InfoQ Homepage Presentations Introduction to Spring.NET for Java Developers
Introduction to Spring.NET for Java Developers
Summary
Mark Pollack and Stephen Bohlen discuss Spring.NET, comparing it with Spring for Java, explaining how Java-.NET interoperability works, what tools are available and .NET features such as LINQ and MVC.
Bio
Dr. Mark Pollack has been a core Spring developer since 2003 and founder of Spring.NET. He has been a developer and architect of apps in the financial market. Mark is a Microsoft MVP. Stephen Bohlen is the Technical Lead and Community Evangelist for the Spring.NET Framework. Stephen is also an active contributor to several other .NET Open-Source Software projects including NHibernate, NDbUnit.
About the conference
SpringOne 2GX is a collocated event covering the entire Spring ecosystem and Groovy/Grails technologies. SpringOne 2GX is a one-of-a-kind conference for application developers, solution architects, web operations and IT teams who develop, deploy and manage business applications. This is the most important Java event of 2010, especially for anyone using Spring technologies, Groovy & Grails, or Tomcat. Whether you're building and running mission-critical business applications or designing the next killer cloud application, SpringOne 2GX will keep you up to date with the latest enterprise technology.
Community comments
Growth in spring.net
by gaurav saxena,
Spring and Spring.NET
by Steve Whatmore,
Growth in spring.net
by gaurav saxena,
Your message is awaiting moderation. Thank you for participating in the discussion.
Good to know the amount of work done in Spring.net.
But waiting for a good book on spring.net.
Spring and Spring.NET
by Steve Whatmore,
Your message is awaiting moderation. Thank you for participating in the discussion.

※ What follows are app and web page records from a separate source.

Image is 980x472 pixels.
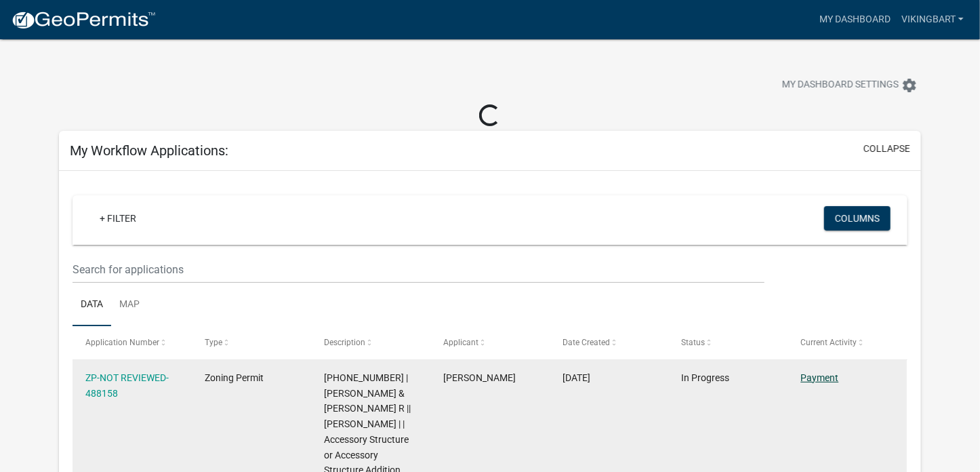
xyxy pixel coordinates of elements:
[782,77,899,93] span: My Dashboard Settings
[801,372,839,383] a: Payment
[814,7,896,33] a: My Dashboard
[85,338,159,347] span: Application Number
[89,206,147,231] a: + Filter
[682,372,730,383] span: In Progress
[863,142,910,156] button: collapse
[324,338,365,347] span: Description
[72,256,765,284] input: Search for applications
[550,326,669,359] datatable-header-cell: Date Created
[902,77,918,93] i: settings
[192,326,311,359] datatable-header-cell: Type
[204,338,222,347] span: Type
[896,7,969,33] a: VikingBart
[72,284,111,327] a: Data
[771,72,929,98] button: My Dashboard Settingssettings
[682,338,705,347] span: Status
[204,372,264,383] span: Zoning Permit
[824,206,891,231] button: Columns
[801,338,857,347] span: Current Activity
[443,372,516,383] span: Bart Hagen
[788,326,907,359] datatable-header-cell: Current Activity
[72,326,192,359] datatable-header-cell: Application Number
[563,372,590,383] span: 10/05/2025
[111,284,148,327] a: Map
[669,326,788,359] datatable-header-cell: Status
[311,326,431,359] datatable-header-cell: Description
[431,326,550,359] datatable-header-cell: Applicant
[443,338,478,347] span: Applicant
[85,372,169,399] a: ZP-NOT REVIEWED-488158
[70,143,228,159] h5: My Workflow Applications:
[563,338,610,347] span: Date Created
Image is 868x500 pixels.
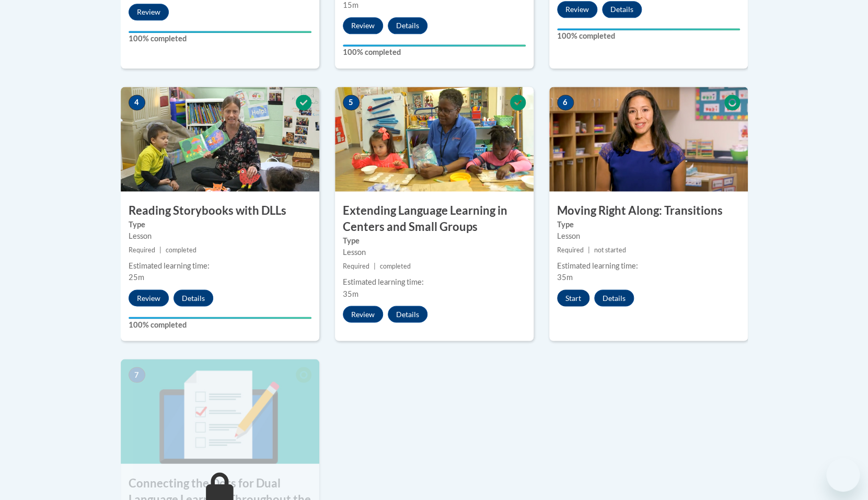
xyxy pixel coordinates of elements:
div: Estimated learning time: [557,260,740,272]
button: Details [388,305,428,322]
div: Estimated learning time: [128,260,311,272]
span: not started [594,246,626,253]
div: Your progress [343,44,526,47]
button: Review [343,17,383,34]
span: | [374,262,376,270]
h3: Reading Storybooks with DLLs [121,203,319,219]
button: Review [128,290,169,306]
label: 100% completed [128,33,311,44]
div: Estimated learning time: [343,276,526,288]
img: Course Image [335,87,533,191]
div: Your progress [557,28,740,30]
label: 100% completed [343,47,526,58]
span: Required [128,246,155,253]
span: 35m [343,289,359,298]
span: 15m [343,1,359,9]
div: Your progress [128,317,311,319]
img: Course Image [121,359,319,463]
div: Lesson [343,247,526,258]
h3: Moving Right Along: Transitions [549,203,748,219]
span: completed [166,246,197,253]
h3: Extending Language Learning in Centers and Small Groups [335,203,533,235]
button: Start [557,290,590,306]
label: 100% completed [557,30,740,42]
label: Type [128,219,311,230]
span: Required [343,262,369,270]
div: Your progress [128,31,311,33]
span: 4 [128,95,146,110]
span: 6 [557,95,574,110]
button: Review [128,4,169,20]
label: Type [343,235,526,247]
span: 35m [557,272,573,281]
div: Lesson [128,230,311,241]
button: Review [343,305,383,322]
span: completed [380,262,411,270]
span: 25m [128,272,144,281]
img: Course Image [549,87,748,191]
button: Details [388,17,428,34]
label: Type [557,219,740,230]
span: Required [557,246,584,253]
div: Lesson [557,230,740,241]
span: | [588,246,590,253]
label: 100% completed [128,319,311,330]
button: Details [594,290,634,306]
button: Details [173,290,213,306]
button: Review [557,1,597,18]
span: 5 [343,95,359,110]
iframe: Button to launch messaging window [826,458,860,491]
button: Details [602,1,642,18]
span: 7 [128,367,146,382]
img: Course Image [121,87,319,191]
span: | [159,246,161,253]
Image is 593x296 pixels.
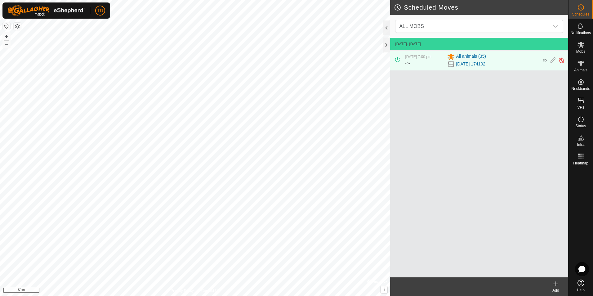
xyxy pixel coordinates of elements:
[407,42,421,46] span: - [DATE]
[550,20,562,33] div: dropdown trigger
[3,22,10,30] button: Reset Map
[456,53,486,61] span: All animals (35)
[405,60,410,67] div: -
[171,288,194,294] a: Privacy Policy
[407,61,410,66] span: ∞
[7,5,85,16] img: Gallagher Logo
[572,87,590,91] span: Neckbands
[397,20,550,33] span: ALL MOBS
[384,287,385,292] span: i
[544,288,569,293] div: Add
[14,23,21,30] button: Map Layers
[569,277,593,295] a: Help
[571,31,591,35] span: Notifications
[572,12,590,16] span: Schedules
[394,4,569,11] h2: Scheduled Moves
[399,24,424,29] span: ALL MOBS
[576,124,586,128] span: Status
[395,42,407,46] span: [DATE]
[97,7,103,14] span: TD
[405,55,431,59] span: [DATE] 7:00 pm
[577,50,586,53] span: Mobs
[381,286,388,293] button: i
[577,143,585,146] span: Infra
[543,57,547,63] span: ∞
[577,288,585,292] span: Help
[456,61,486,67] a: [DATE] 174102
[578,106,584,109] span: VPs
[574,161,589,165] span: Heatmap
[574,68,588,72] span: Animals
[559,57,565,64] img: Turn off schedule move
[3,33,10,40] button: +
[201,288,220,294] a: Contact Us
[3,41,10,48] button: –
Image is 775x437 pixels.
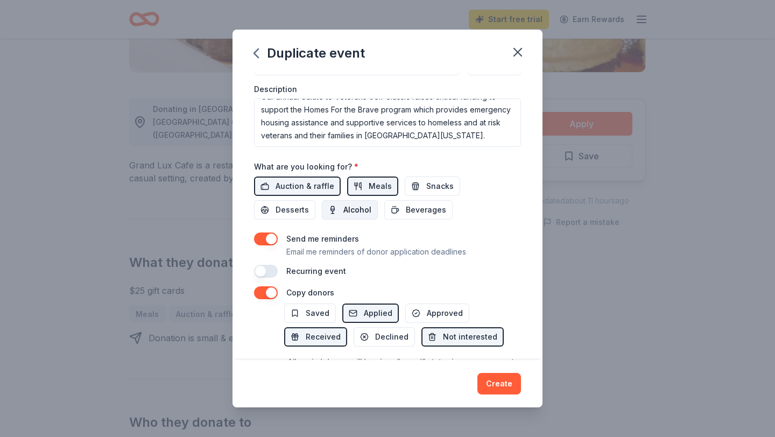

We are a small ISV in the financial services industry that produces a native solution (Java and .NET platforms) using the produces the following stacks
Java .NET
---- ----
Spring Spring.NET
Hibernate nHibernate
ExtJS ExtJS
ANT nANT
jUnit nUnit
The individual projects are actually structured so that we actually share many components (i.e. ExtJS screens) by linking the two projects via SVN externals. This way we only develop certain components once and share across the platforms.
We have found that the similarities of the platforms and architecture, actually allowed us to create one logical architecture that was implemented natively on both platforms. Due to the similarities we actually have one development team supporting both platforms, regardless of whether those developers originally started as a C# developer or a Java developer.
This would not have been possible IMHO with the Spring framework.
Good job
PS: I do have a number of "WHY?" moments (i.e. syntax of configuration files being different, certain API(s) being different) but am happy nonetheless.